Miel de Botton

Miel de Botton's photo

Miel de Botton is a clinical psychologist, a contemporary art collector, a philanthropist, and a singer-songwriter. Each of these seemingly disparate strands are infused with her ability to connect deeply with other people and turn that connection into a positive force for transformation.

Born in 1968 in Zurich to a Sephardic Jewish family, she is the daughter and granddaughter of larger-than-life figures. Her Egyptian-born grandmother, Yolande Harmer was a spy who covered as a journalist and socialised with the upper echelons of Cairo, thus collecting military secrets on behalf of pre-State Israel. She was imprisoned for her activity and later left Egypt, settling in Israel with her son Gilbert in the 1950s. Gilbert was to become a brilliant financier, an overwhelmingly generous philanthropist, and a connoisseur of contemporary art who spoke 9 languages.

Miel studied law at Oxford University and psychology in Paris, where she worked as a clinical psychologist in family therapy and drug addiction counselling for six years. Her father died the day she was due to return to London with her family. His sudden passing, just as he was introducing Miel to his philanthropy, why and how he supported different causes, was an unexpected blow. Giving up her job at the Tavistock Mental Health Trust to administer his estate, Miel followed his lead while defining her own path.

Like her father before her, she is an avid supporter of the Weizmann Institute of Science, where she has endowed the de Botton Institute for Protein Profiling in the Nancy and Stephen Grand Israel National Center for Personalized Medicine, where researchers throughout Israel compare healthy and diseased cells and tissues, analyzing changes in protein levels and structure that are key to disease processes. Equipped with a world-class infrastructure, the de Botton Institute is multidisciplinary and multi-institutional, its collaborative research expected to lead to medically applicable discoveries. More recently, Miel has established the de Botton Center for Marine Science, enabling Israel’s scientists to study the oceans, and, in particular, the Mediterranean. With sea covering three-quarters of the Earth, the importance of an integrated understanding of the processes governing their biogeochemistry and interactions with the atmosphere cannot be overstated.

Three years ago, Miel realized a secret dream when she launched a career in music. Her first album, Magnetic, was released last March to considerable acclaim. Featuring songs her father sang to her as a child, her beloved French chansons, and her own compositions, she aims in her singing to share human emotion.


Exercise brief. Of the entries below, repeat exactly only those lines from the one containing "Locate 'flower' and" through the last line, with pictures omitted.
*** The data ***
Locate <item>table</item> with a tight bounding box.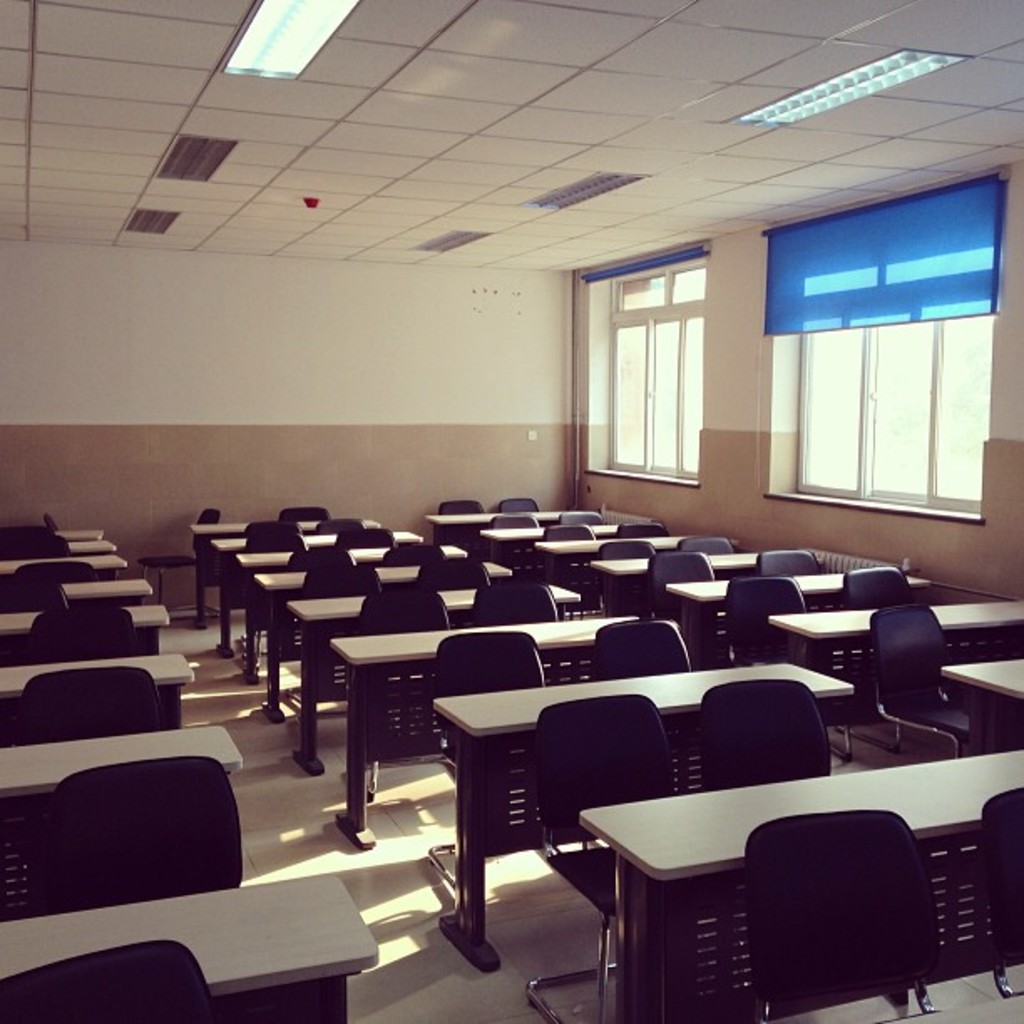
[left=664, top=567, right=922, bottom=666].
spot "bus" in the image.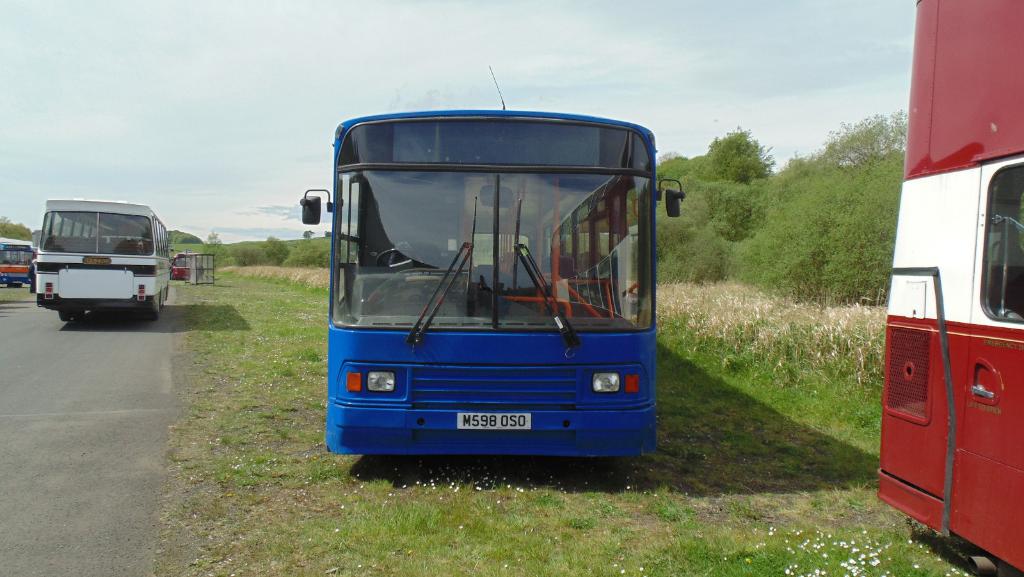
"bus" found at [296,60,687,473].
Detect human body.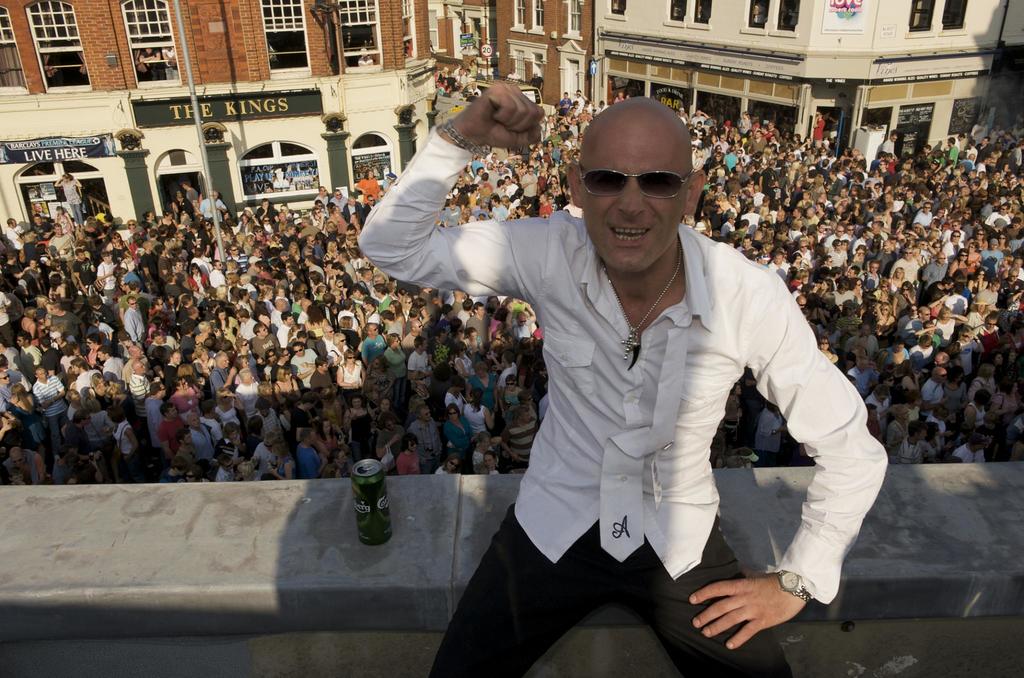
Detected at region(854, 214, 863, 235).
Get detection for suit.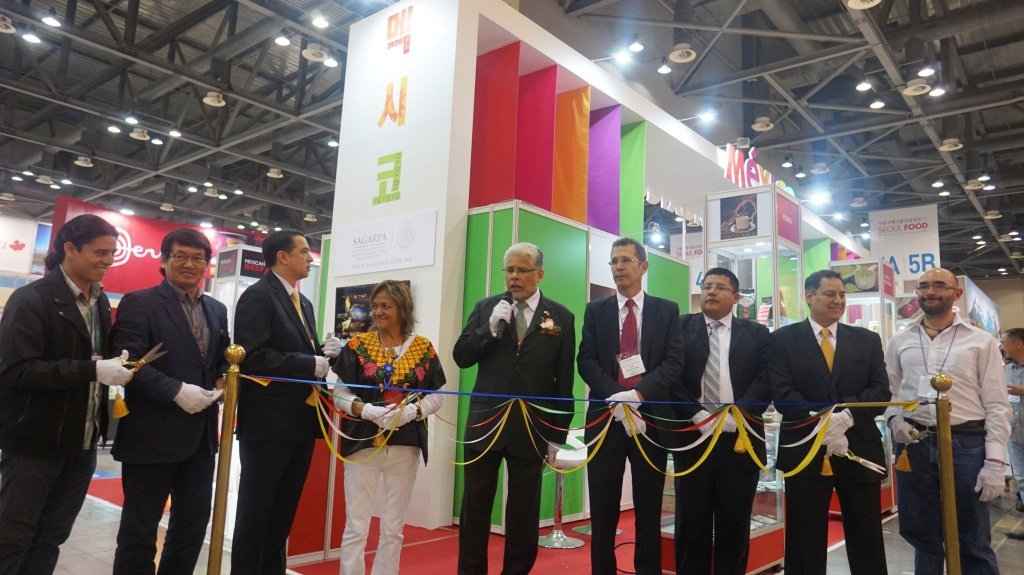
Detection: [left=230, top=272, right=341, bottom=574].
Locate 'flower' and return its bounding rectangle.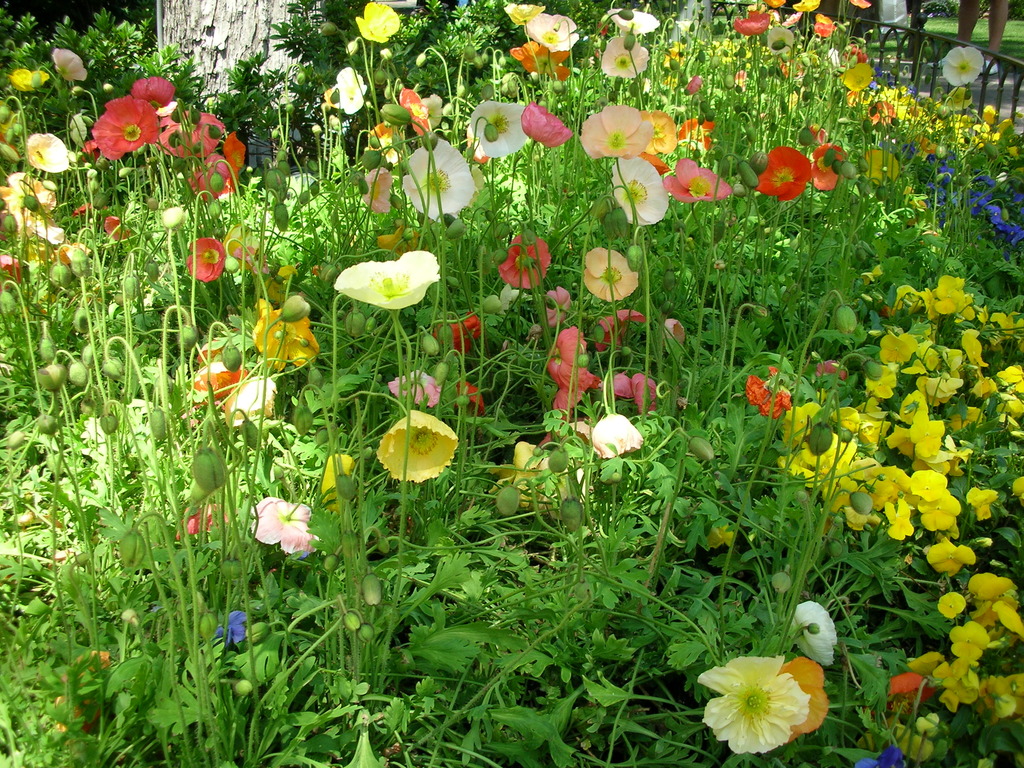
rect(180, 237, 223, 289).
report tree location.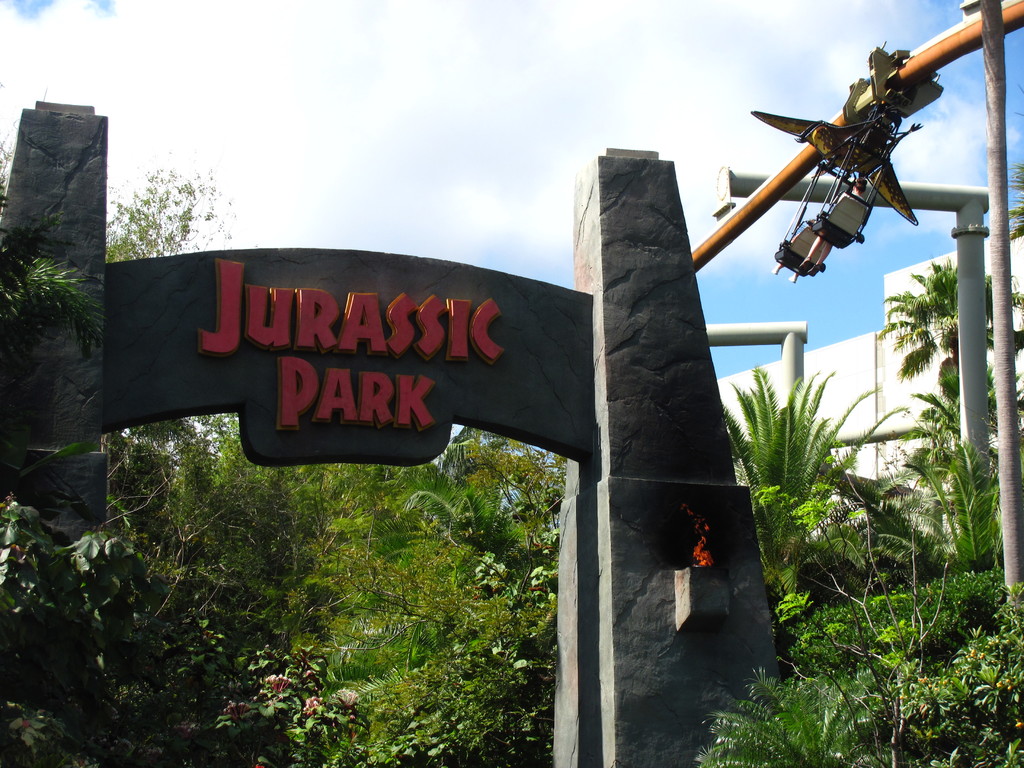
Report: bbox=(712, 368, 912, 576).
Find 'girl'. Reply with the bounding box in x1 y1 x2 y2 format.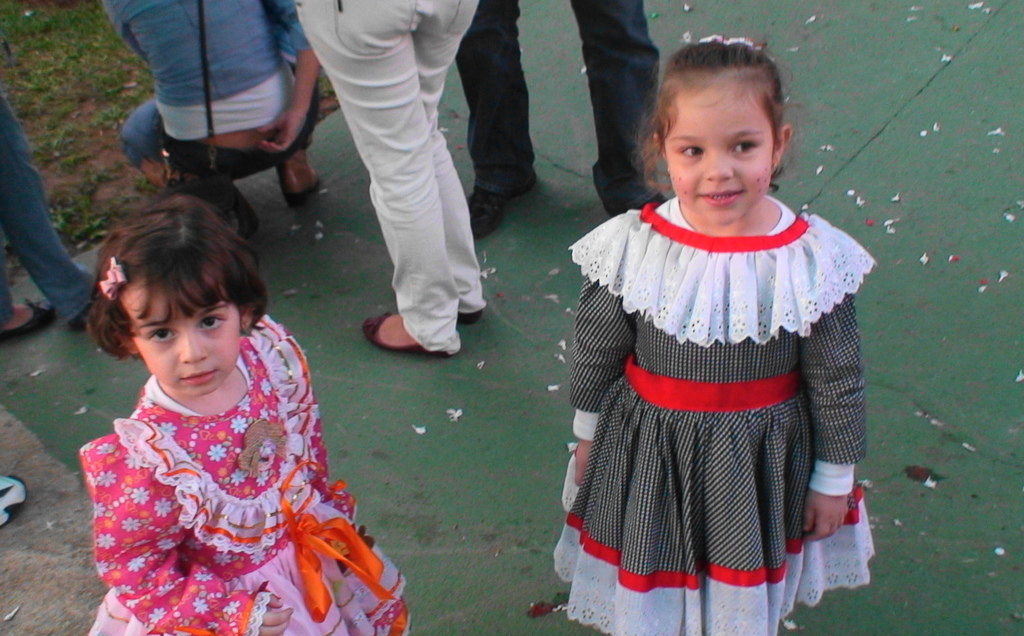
*** End of The data ***
Solution to the exercise.
Locate 'flower' and return its bounding rectangle.
rect(180, 237, 223, 289).
report tree location.
Report: bbox=(712, 368, 912, 576).
Find 'girl'. Reply with the bounding box in x1 y1 x2 y2 format.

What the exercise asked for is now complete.